Instructional communication
When we receive good, timely communication of this type, we get information that enables us to do our jobs well, or better than we would otherwise. That generates a number of benefits.
One of them is keeping our jobs, which in turn provides the money we need for food, shelter, and life's lesser demands. As you know, employees sometimes lose their jobs because they didn't have the instructional information they needed.
And being able to do our jobs well provides more than simply money. It gives us a sense of accomplishment, the feeling we get when we do something well. And, doing our jobs well also may earn us the respect or admiration of our colleagues.
Contextual communication
Contextual is the second type of communication; it provides information that puts the tasks we're doing into the bigger picture.
When I was a construction laborer, for instance, I might be spend hours walking behind a packer, a heavy vibrating roller that packed the earth; a dull task to be sure. But I knew that if I didn't do my job well, a whole building might be jeopardized. Shifting or sagging foundations cause big problems, expensive problems. A very obvious example, but I've certainly seen cases where productivity faltered because employees did not have a sense of the broader results of their efforts.
So, knowing the context within which I performed my mundane task made it important: The future viability of the building depended on how well I packed the soil and gravel. Providing this kind of communication is rarely as critical as instructional communication, but it does make a difference, nevertheless.

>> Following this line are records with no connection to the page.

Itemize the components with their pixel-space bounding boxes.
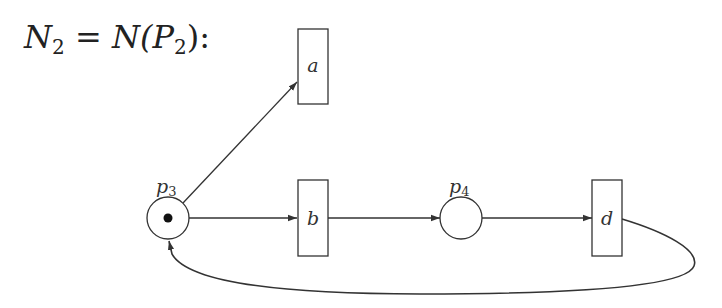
place-p3-label: p3 — [156, 175, 176, 199]
transition-a-label: a — [307, 54, 318, 76]
transition-b: b — [298, 180, 328, 256]
place-p4-label: p4 — [449, 175, 469, 199]
arc-p3-to-a — [183, 82, 297, 203]
transition-d-label: d — [601, 207, 613, 229]
transition-d: d — [592, 180, 622, 256]
place-p3: p3 — [147, 175, 189, 239]
petri-net-diagram: a p3 b p4 d — [0, 0, 722, 308]
place-p4: p4 — [440, 175, 482, 239]
token — [164, 214, 173, 223]
transition-b-label: b — [307, 207, 319, 229]
transition-a: a — [298, 29, 328, 104]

Now, think of consuming communication
So, communication is not just good for organizations; it's something we stakeholders also use for our own ends. Think of organizational communication as something we consume.
Better still, think in terms of producers and consumers of information. For example, my boss produces communication that helps me, the consumer of it, do my job more quickly with the same amount of effort. Outcome: He gets more output per hour, which makes him look good to his bosses; I get the satisfaction of doing something even better than I did it in the past, and the company continues to pay me. We both win when these types of communication are done well.
Applying the ideas in this article:
In communicating with others, think of the recipients as consumers of something you produce. Do these types of communication offer some benefit to the people with whom you're communicating? Will they be able to use it to accomplish something for themselves, as well as for the organization?